Héctor Laria, Alexandra Gomez-Villa, Jiang Qin, Muhammad Atif Butt, Bogdan Raducanu, Javier Vazquez-Corral, Joost van de Weijer, Kai Wang

TL;DR

This work tackles the challenge of precise color control in text-to-image diffusion by proposing ColorWave, a training-free approach that exploits semantic attribute binding in IP-Adapter to map RGB values to linguistic color descriptors. It introduces automatic color-name generation and a spatial prior to selectively modulate attention, enabling exact RGB-level control without fine-tuning. Empirical results show ColorWave outperforms training-free baselines on color accuracy and realism, and approaches the performance of color-specific methods like ColorPeel while offering immediate, arbitrary color specification. The method demonstrates robust color control across diverse objects and contexts, signaling a new, practical paradigm for color-consistent diffusion-based synthesis.

Abstract

Recent advances in text-to-image (T2I) diffusion models have enabled remarkable control over various attributes, yet precise color specification remains a fundamental challenge. Existing approaches, such as ColorPeel, rely on model personalization, requiring additional optimization and limiting flexibility in specifying arbitrary colors. In this work, we introduce ColorWave, a novel training-free approach that achieves exact RGB-level color control in diffusion models without fine-tuning. By systematically analyzing the cross-attention mechanisms within IP-Adapter, we uncover an implicit binding between textual color descriptors and reference image features. Leveraging this insight, our method rewires these bindings to enforce precise color attribution while preserving the generative capabilities of pretrained models. Our approach maintains generation quality and diversity, outperforming prior methods in accuracy and applicability across diverse object categories. Through extensive evaluations, we demonstrate that ColorWave establishes a new paradigm for structured, color-consistent diffusion-based image synthesis.

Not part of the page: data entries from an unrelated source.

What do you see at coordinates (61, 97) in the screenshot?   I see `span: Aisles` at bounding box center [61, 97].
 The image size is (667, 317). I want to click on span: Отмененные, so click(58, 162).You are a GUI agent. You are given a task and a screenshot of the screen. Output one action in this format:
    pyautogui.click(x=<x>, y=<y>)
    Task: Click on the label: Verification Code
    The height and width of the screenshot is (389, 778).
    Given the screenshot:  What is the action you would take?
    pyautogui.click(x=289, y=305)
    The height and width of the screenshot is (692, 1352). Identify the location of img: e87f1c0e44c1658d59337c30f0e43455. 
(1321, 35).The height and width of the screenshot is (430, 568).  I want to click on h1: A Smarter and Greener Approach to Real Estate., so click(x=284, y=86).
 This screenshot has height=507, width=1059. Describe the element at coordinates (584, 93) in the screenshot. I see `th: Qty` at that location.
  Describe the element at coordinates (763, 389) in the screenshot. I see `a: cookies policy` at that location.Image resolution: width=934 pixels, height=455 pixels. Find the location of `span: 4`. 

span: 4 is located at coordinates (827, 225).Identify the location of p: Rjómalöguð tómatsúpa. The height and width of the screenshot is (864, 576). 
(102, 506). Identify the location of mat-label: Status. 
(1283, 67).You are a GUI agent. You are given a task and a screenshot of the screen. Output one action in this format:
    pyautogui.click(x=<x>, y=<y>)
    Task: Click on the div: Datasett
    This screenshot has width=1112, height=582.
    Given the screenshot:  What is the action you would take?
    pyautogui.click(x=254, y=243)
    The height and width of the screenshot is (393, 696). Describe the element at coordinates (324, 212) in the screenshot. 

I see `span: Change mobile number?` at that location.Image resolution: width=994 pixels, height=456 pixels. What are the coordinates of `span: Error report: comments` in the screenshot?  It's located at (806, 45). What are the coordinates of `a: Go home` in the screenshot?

Leveraging Semantic Attribute Binding for Free-Lunch Color Control in Diffusion Models

TL;DR

This work tackles the challenge of precise color control in text-to-image diffusion by proposing ColorWave, a training-free approach that exploits semantic attribute binding in IP-Adapter to map RGB values to linguistic color descriptors. It introduces automatic color-name generation and a spatial prior to selectively modulate attention, enabling exact RGB-level control without fine-tuning. Empirical results show ColorWave outperforms training-free baselines on color accuracy and realism, and approaches the performance of color-specific methods like ColorPeel while offering immediate, arbitrary color specification. The method demonstrates robust color control across diverse objects and contexts, signaling a new, practical paradigm for color-consistent diffusion-based synthesis.

Abstract

Recent advances in text-to-image (T2I) diffusion models have enabled remarkable control over various attributes, yet precise color specification remains a fundamental challenge. Existing approaches, such as ColorPeel, rely on model personalization, requiring additional optimization and limiting flexibility in specifying arbitrary colors. In this work, we introduce ColorWave, a novel training-free approach that achieves exact RGB-level color control in diffusion models without fine-tuning. By systematically analyzing the cross-attention mechanisms within IP-Adapter, we uncover an implicit binding between textual color descriptors and reference image features. Leveraging this insight, our method rewires these bindings to enforce precise color attribution while preserving the generative capabilities of pretrained models. Our approach maintains generation quality and diversity, outperforming prior methods in accuracy and applicability across diverse object categories. Through extensive evaluations, we demonstrate that ColorWave establishes a new paradigm for structured, color-consistent diffusion-based image synthesis.

Paper Structure

This paper contains 18 sections, 4 equations, 21 figures, 2 tables.

Figures (21)

  • Figure 1: ColorWave accurately reproduces subtle color variations in smooth interpolation between similar tones. Each column shows a different target object rendered with gradually shifting colors (displayed above each image). The results demonstrate that our method ColorWave is sensitive to small changes in the RGB color space while preserving realistic object appearance and scene composition.
  • Figure 2: Illustration of semantic attribute binding. On top, the color-guidance image is provided. a) Given the color name used in the prompt, the generated results will pick the respective color from the color-guidance image. b) Changing the colors of the color guidance image, results in similar changes in the generated images. c) The exact color which should be generated for the used color name can also be a synthetic example.
  • Figure 3: Semantic attribute binding. Phenomenon visualization through a similarity matrix between color names in text prompts and RGB color values. The heatmap shows the normalized dot product similarity between key projections of color word tokens and image features.
  • Figure 4: Overview of ColorWave. Our approach leverages semantic attribute binding between IP-Adapter and text cross-attention pathways to achieve precise color control. User-specified RGB values are encoded through IP-Adapter and selectively bound to object tokens in the text prompt, enabling training-free color attribution while preserving generative quality.
  • Figure 5: Limitations when directly exploiting semantic attribute binding for color control. (a) Reference image with oval. (b,c) Shape and size variations alter the resulting bird coloration despite using the same green color. (d) With multiple green regions, attribution becomes ambiguous and inconsistent. (e) Using synthetic color references produces flat, unrealistic textures.